If either of those predictions comes true (and let's be clear -- they are only predictions), strong tailwinds WOULD fluff up the sails of Newmont.

Already, the company has sailed high on the strength of gold this year. In Q2, it turned out about 1.5 million attributable ounces at an all-in sustaining cost (AISC) of $1,375 per ounce -- good enough to deliver a record $1.7 billion in free cash flow. That kind of cash covers the dividend (currently yielding about 1.45%) and funds a $3 billion stock buyback program.

Shares are up nearly 80% this year on the back of those results, yet Newmont still doesn't look expensive. Its enterprise value is just over 6.5 times earnings before interest, taxes, depreciation, and amortization (EBITDA), below the industry's usual 7-to-8 range and under its own long-term average. With gold's backdrop this strong and a healthy balance sheet, Newmont seems like a good buy for the long term.

2. MP Materials

MP Materials runs the only rare-earth mine in the United States, which produces elements like neodymium and praseodymium (NdPr). These metals are essential for producing high-strength magnets used in everything from smartphones to electric vehicles to wind turbines and fighter jets.

Currently, China is the dominant producer of these and other rare-earth metals. But MP Materials' Mountain Pass mine in California could give the U.S. a strategic foothold in securing its own supply chain. That fact alone has opened doors: a major Department of Defense contract that includes a price floor for NdPR at $110 per kilogram and a $500 million supply deal withfor magnets used in its devices.

Production has been ramping up fast. In the second quarter of 2025, MP Materials' NdPr production reached 597 metric tons, a record high. And with management expecting production to rise 10% to 20% over the next quarter, that record might not last. Meanwhile, losses narrowed more than expected, with a $0.13 per-share loss more favorable than the $0.20 that was forecast.

Still, a lot of questions remain, especially after MP Materials' decision in April to halt all exports to China, historically its biggest customer. The bet is that government contracts, Apple's magnet orders, and new buyers in the U.S., Japan, and South Korea will more than make up the difference.
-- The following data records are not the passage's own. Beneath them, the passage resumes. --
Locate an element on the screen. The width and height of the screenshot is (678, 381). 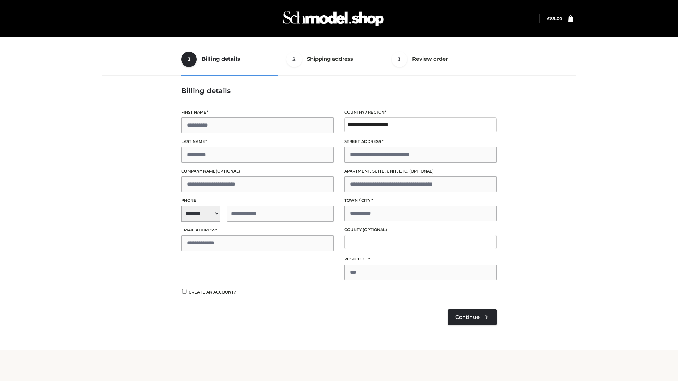
label: Email address is located at coordinates (257, 230).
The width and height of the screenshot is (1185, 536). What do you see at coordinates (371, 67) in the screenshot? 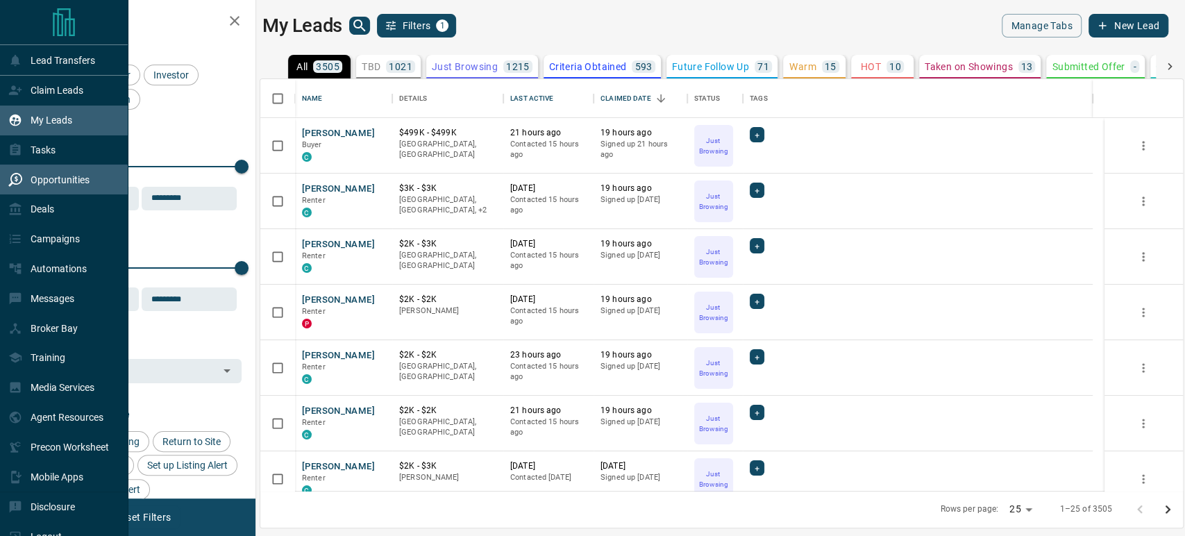
I see `p: TBD` at bounding box center [371, 67].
But the company will have to start selling more refined products instead of raw concentrate, which is problematic considering that its 10X Facility is still years from opening.

At the stock's current price, its forward price-to-earnings ratio of about 24 times already bakes in a lot of expectations for growth. That's rich for a miner in transition, especially one that's trading short-term revenue for the promise of downstream integration. For now, MP remains a high-risk, high-reward bet on U.S. supply chain independence -- worth watching, for sure, but best kept as a small holding of a portfolio.